By bloid
via geekzilla.co.uk
Published: Jul 26 2007 / 11:53
With high resolution screens becoming increasingly cheaper to buy, what screen size should we really be building websites for? I took some stats from GeekZilla (in google analytics) and was pleased to find that the most popular was reasonable and that the horror which is 800x600 came in eleventh and only held 1.03% of the total.
Comments
jdave replied ago:
Once again another 'screen resolution' article that misses the point. Or maybe two points. In no particular order, the results should be ordered for "X resolution or over", harder to quantify now with widescreen included, but this is how you find the minimum target. Also, and possibly more importantly, resolution statistics depend heavily on the type of audience, for example technical sites are useless for determining resolutions of common users as we tend to have higher resolutions.
ilazarte replied ago:
the real answer: 1024x768 being aware the 1280x1024 is coming in.

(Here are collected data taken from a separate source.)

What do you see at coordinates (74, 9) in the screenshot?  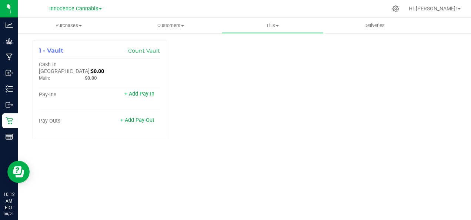 I see `span: Innocence Cannabis` at bounding box center [74, 9].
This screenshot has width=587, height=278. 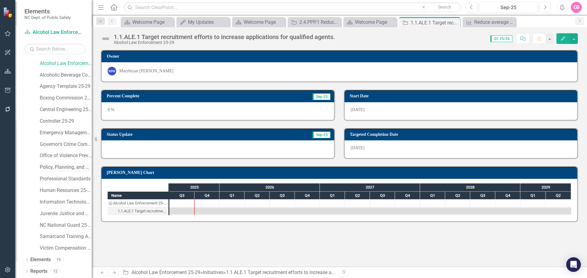 I want to click on small: NC Dept. of Public Safety, so click(x=47, y=17).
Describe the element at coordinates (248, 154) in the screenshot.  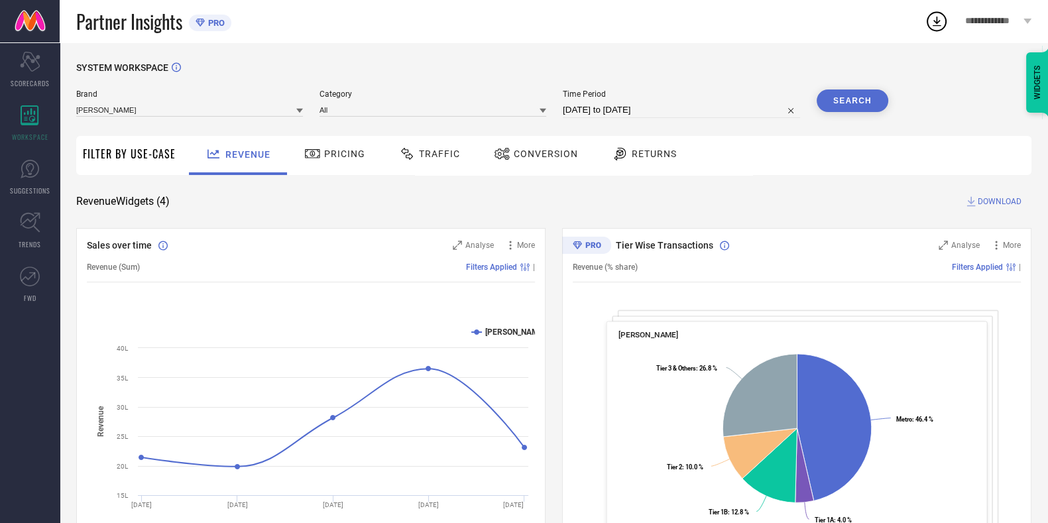
I see `span: Revenue` at that location.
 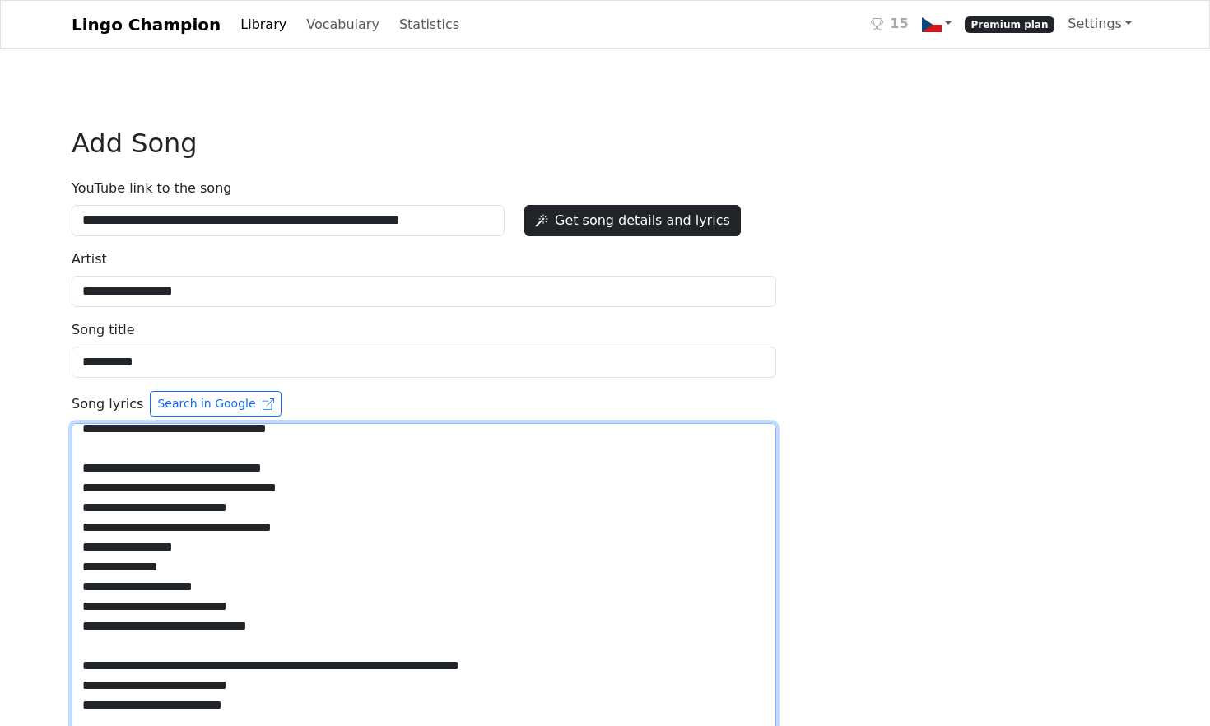 What do you see at coordinates (429, 25) in the screenshot?
I see `a: Statistics` at bounding box center [429, 25].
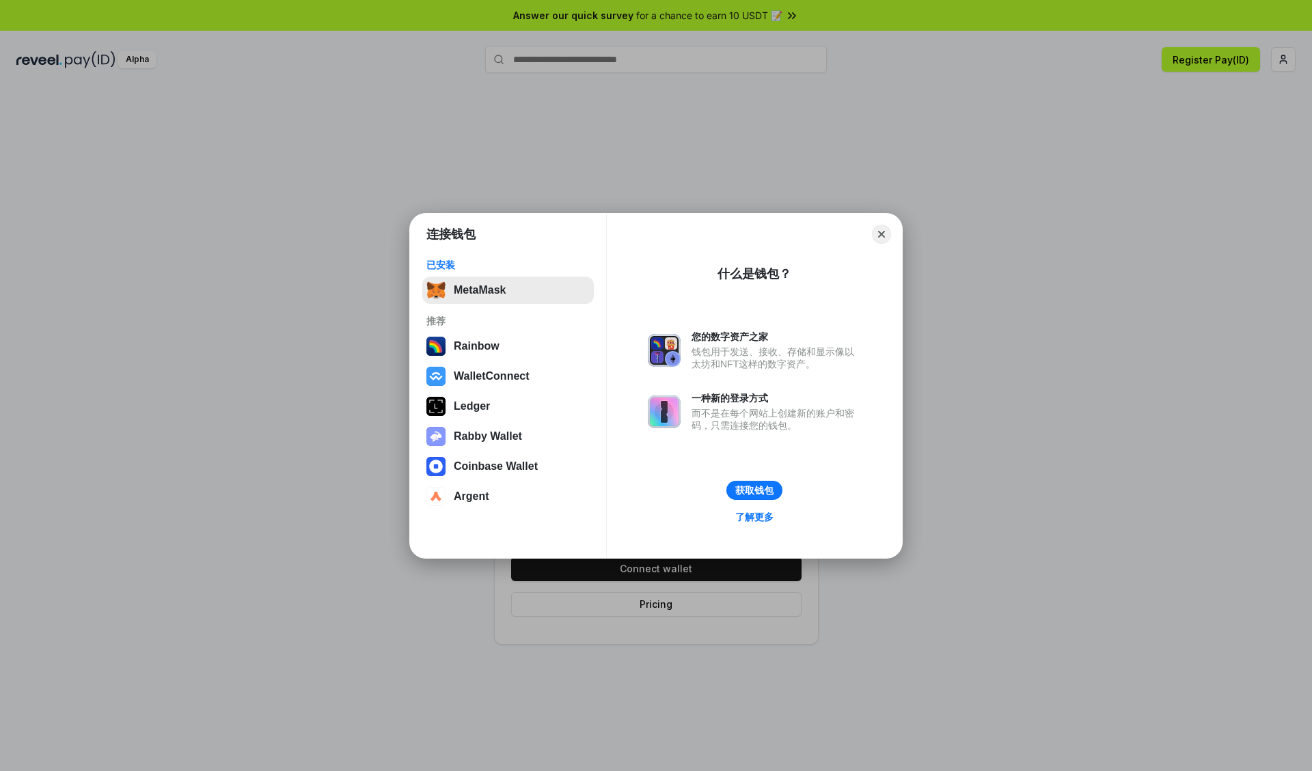 The image size is (1312, 771). What do you see at coordinates (508, 467) in the screenshot?
I see `button: Coinbase Wallet` at bounding box center [508, 467].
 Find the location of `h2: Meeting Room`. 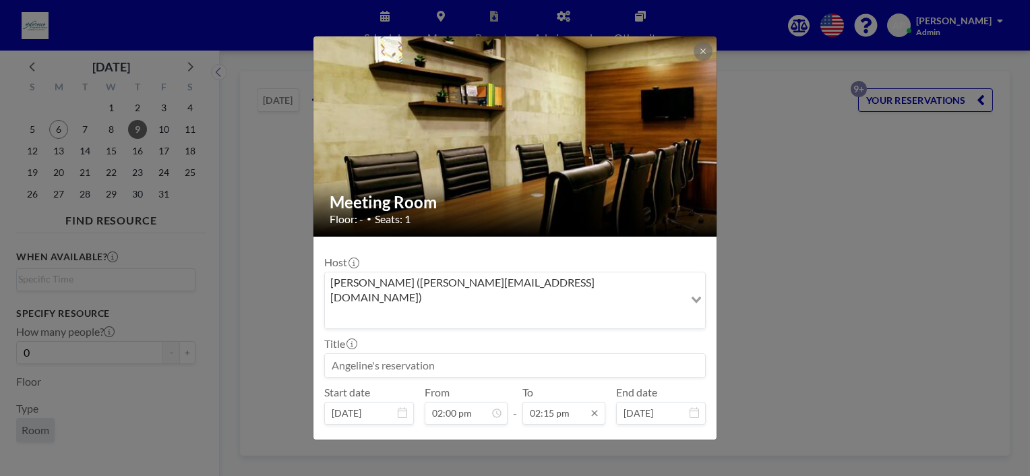

h2: Meeting Room is located at coordinates (516, 202).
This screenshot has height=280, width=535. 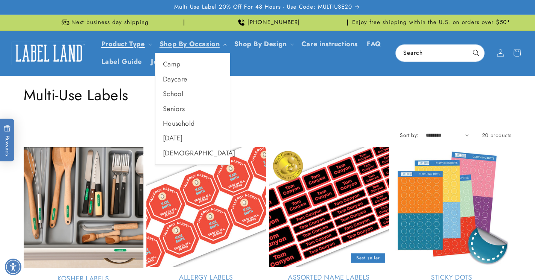 I want to click on span: Next business day shipping, so click(x=110, y=23).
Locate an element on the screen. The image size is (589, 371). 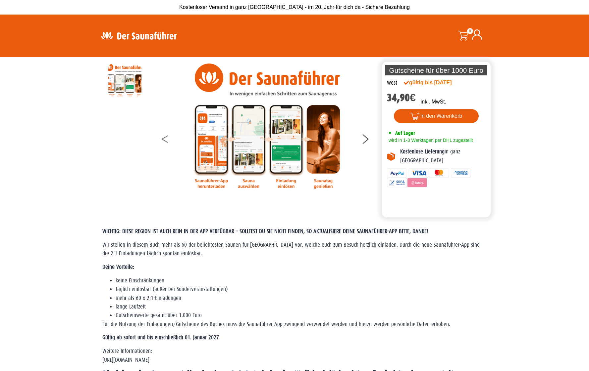
span: WICHTIG: DIESE REGION IST AUCH REIN IN DER APP VERFÜGBAR – SOLLTEST DU SIE NICHT FINDEN, SO AKTUA... is located at coordinates (265, 231).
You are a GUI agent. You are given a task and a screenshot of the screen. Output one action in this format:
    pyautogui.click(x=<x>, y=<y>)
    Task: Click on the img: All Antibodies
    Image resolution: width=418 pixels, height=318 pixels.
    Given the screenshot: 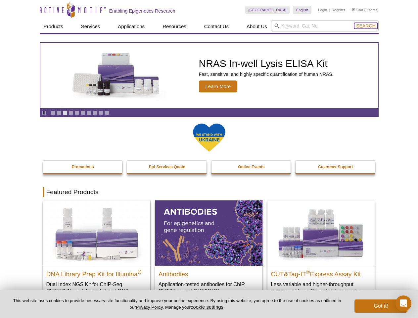 What is the action you would take?
    pyautogui.click(x=209, y=233)
    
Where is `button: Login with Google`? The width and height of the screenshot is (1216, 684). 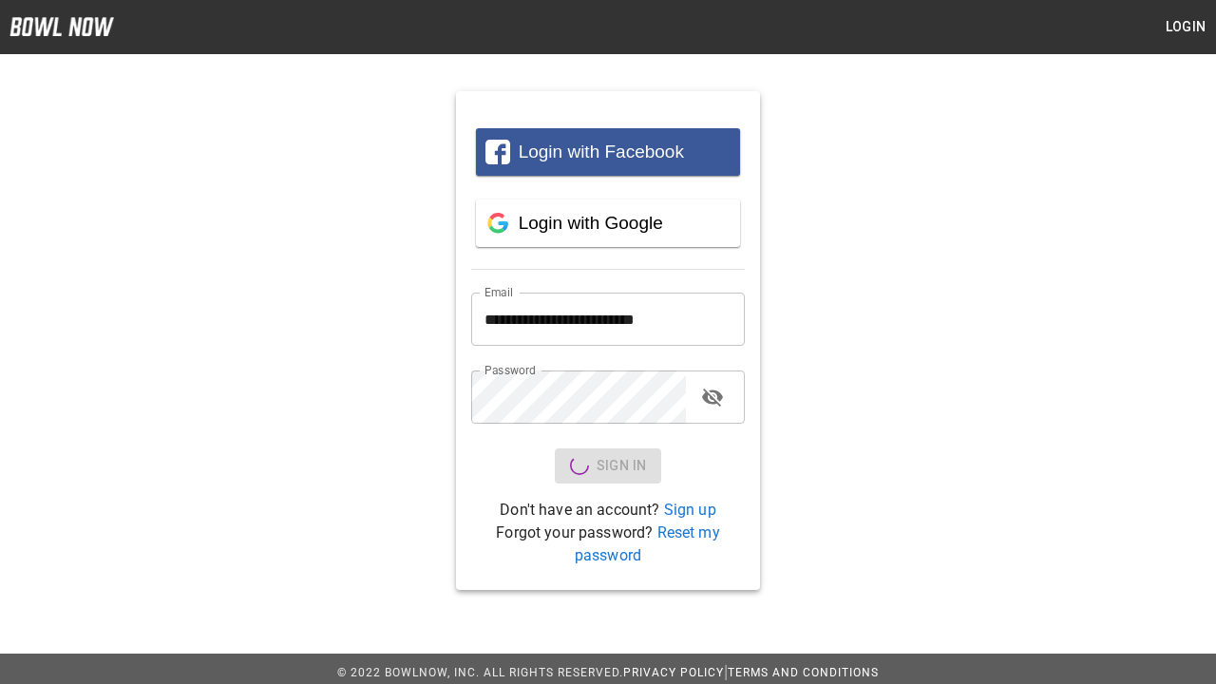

also be concious that the latest wave of computers and screens are widescreenish since consumer electronics are favoring them for purposes of space and things like viewing dvds.
Jeff Hill replied ago:
Misleading article - for the easily misled I suppose. Not even an article as much as a sentence and stats from a geek site. Skewed by nature. Just farm your own stats if you really want to know.
whartung replied ago:
There was another more interesting article recently, http://www.softwareprojects.com/resources/building-content/t-make-money-thin-websites-sell-more-1340.html .
This discusses conversion rate of websites, and finds that 800x600 sites apparently have an affect on product sales.
So, I guess there's popular screen sizes, and then there's profitable screen sizes.